The reduce function is a bit of wild one. The basic idea is that we're going to take a set of values and condense them into an object that lists the user_id and top N comments. We have to be careful on re-reduce steps that we can merge these summary objects correctly. A more detailed discussion follows the code.

max-comments-map.js:

function(doc)
{
    if(doc.type == "user")
    {
        emit([doc._id, -1], doc.name);
    }
    else if(doc.type == "comment")
    {
        emit([doc.user_id, doc._id], [doc.position, doc.text]);
    }
}

max-comments-reduce.js:

function(keys, values, rereduce)
{
    var MAX = 5 ;
    var obj = null ;

    function sort_comments(a, b)
    {
        return a[0] - b[0] ;
    }

    function add_comment(current, to_add)
    {
        current[current.length] = to_add ;
        current.sort(sort_comments) ;
        log("Current: " + current.toSource()) ;
        return current.slice(0,MAX) ;
    }

    try
    {
        if(rereduce)
        {
            for(var i = 0 ; i < values.length ; i++)
            {
                if(typeof(values[i]) == 'object' && values[i].type == 'reduction')
                {
                    if(obj == null)
                    {
                        obj = values[i] ;
                    }
                    else
                    {
                        if(obj.user_id == null)
                        {
                            obj.user_id = values[i].user_id ;
                        }

                        for(var j = 0 ; j < values[i].comments.length ; j++)
                        {
                            obj.comments = add_comment(obj.comments, values[i].comments[j]) ;
                        }
                    }
                }
            }
        }

        if(obj == null)
        {
            obj = {"comments": [], 'type': 'reduction', 'user_id': null} ;
        }

        if(keys == null)
        {
            return obj ;
        }

        for(var i = 0 ; i < keys.length ; i++)
        {
            if(typeof(values[i]) == 'object' && values[i].type == 'reduction')
            {
                continue ;
            }

            if(keys[i][0][1] == -1)
            {
                obj.user_id = values[i] ;
            }
            else
            {
                obj.comments = add_comment(obj.comments, values[i]) ;
            }
        }
    }
    catch(e)
    {
        log("Error: " + obj + " Rereduce: " + rereduce) ;
        log(e.stack) ;
    }

    return obj ;
}

First we define a couple functions for merging lists of comments. This is a fairly constrained function. The returned comments array must not grow quickly. And quickly includes linear relative to the number of documents. Ie, if you just append every comment to this array it most likely will not work. By keeping just a maximum number of rows we're alleviating that concern.
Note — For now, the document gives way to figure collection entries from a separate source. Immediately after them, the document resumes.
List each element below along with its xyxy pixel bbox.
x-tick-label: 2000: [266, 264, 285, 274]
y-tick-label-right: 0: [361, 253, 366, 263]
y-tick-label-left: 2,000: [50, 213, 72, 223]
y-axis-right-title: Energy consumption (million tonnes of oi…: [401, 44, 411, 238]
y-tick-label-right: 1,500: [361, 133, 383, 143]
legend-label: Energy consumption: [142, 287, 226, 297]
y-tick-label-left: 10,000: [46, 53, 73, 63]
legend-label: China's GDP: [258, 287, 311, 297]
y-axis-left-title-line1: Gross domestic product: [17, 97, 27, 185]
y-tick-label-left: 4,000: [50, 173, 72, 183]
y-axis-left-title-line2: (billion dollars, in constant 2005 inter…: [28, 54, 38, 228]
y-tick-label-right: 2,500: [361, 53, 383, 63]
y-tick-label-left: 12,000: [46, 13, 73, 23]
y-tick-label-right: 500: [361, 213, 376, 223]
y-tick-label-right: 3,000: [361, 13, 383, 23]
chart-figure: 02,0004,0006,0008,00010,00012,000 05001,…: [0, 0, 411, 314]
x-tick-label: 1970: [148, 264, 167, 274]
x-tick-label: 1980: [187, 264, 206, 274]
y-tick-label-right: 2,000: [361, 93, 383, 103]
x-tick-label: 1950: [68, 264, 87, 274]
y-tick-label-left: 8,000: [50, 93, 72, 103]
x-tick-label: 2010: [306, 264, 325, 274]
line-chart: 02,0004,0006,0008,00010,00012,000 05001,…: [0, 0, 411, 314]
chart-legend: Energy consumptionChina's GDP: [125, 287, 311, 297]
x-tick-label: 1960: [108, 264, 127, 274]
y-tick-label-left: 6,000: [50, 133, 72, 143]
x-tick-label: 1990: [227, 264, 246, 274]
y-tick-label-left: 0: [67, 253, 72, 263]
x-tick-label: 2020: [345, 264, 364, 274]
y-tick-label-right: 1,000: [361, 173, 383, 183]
The second major section (lines 19-45) deals with when we're running a rereduce. Rereduce is important because we may be consuming the output of this function. So here we go through and merge all reduction objects we returned earlier. The biggest gotchya in this code is that user_id only exists on one reduction object initially (because we only emit()'ed it once). So we need to be sure we move it up as things are rereduced.

In the third section (lines 57-73) we are dealing with the original Map output. Ignoring a couple checks we're basically testing if the row was emit()'ed, then depending on the result adding the user_id or merging a new comment.

Hopefully that's all clear.

Using the Views

So the general idea here is to page through the with-comments reduce view and use the first and last user_id to get the data we need to page through the max-comments view.

Paging through the with-comments view as per normal suggestion, we would start like such:

curl 'http://localhost:5984/test/_view/users/with-comments-reduce?group_level=1&count=10'

Using the first and last row from this query, we have enough information to get the appropriate range in our max-comments view using the startkey and endkey query parameters with a GET request like:

curl 'http://localhost:5984/test/_view/users/max-comments-reduce?group_level=1&startkey=`blah`&endkey=`foo`'

Keeping in mind that we would have to filter any returned results that had zero comments.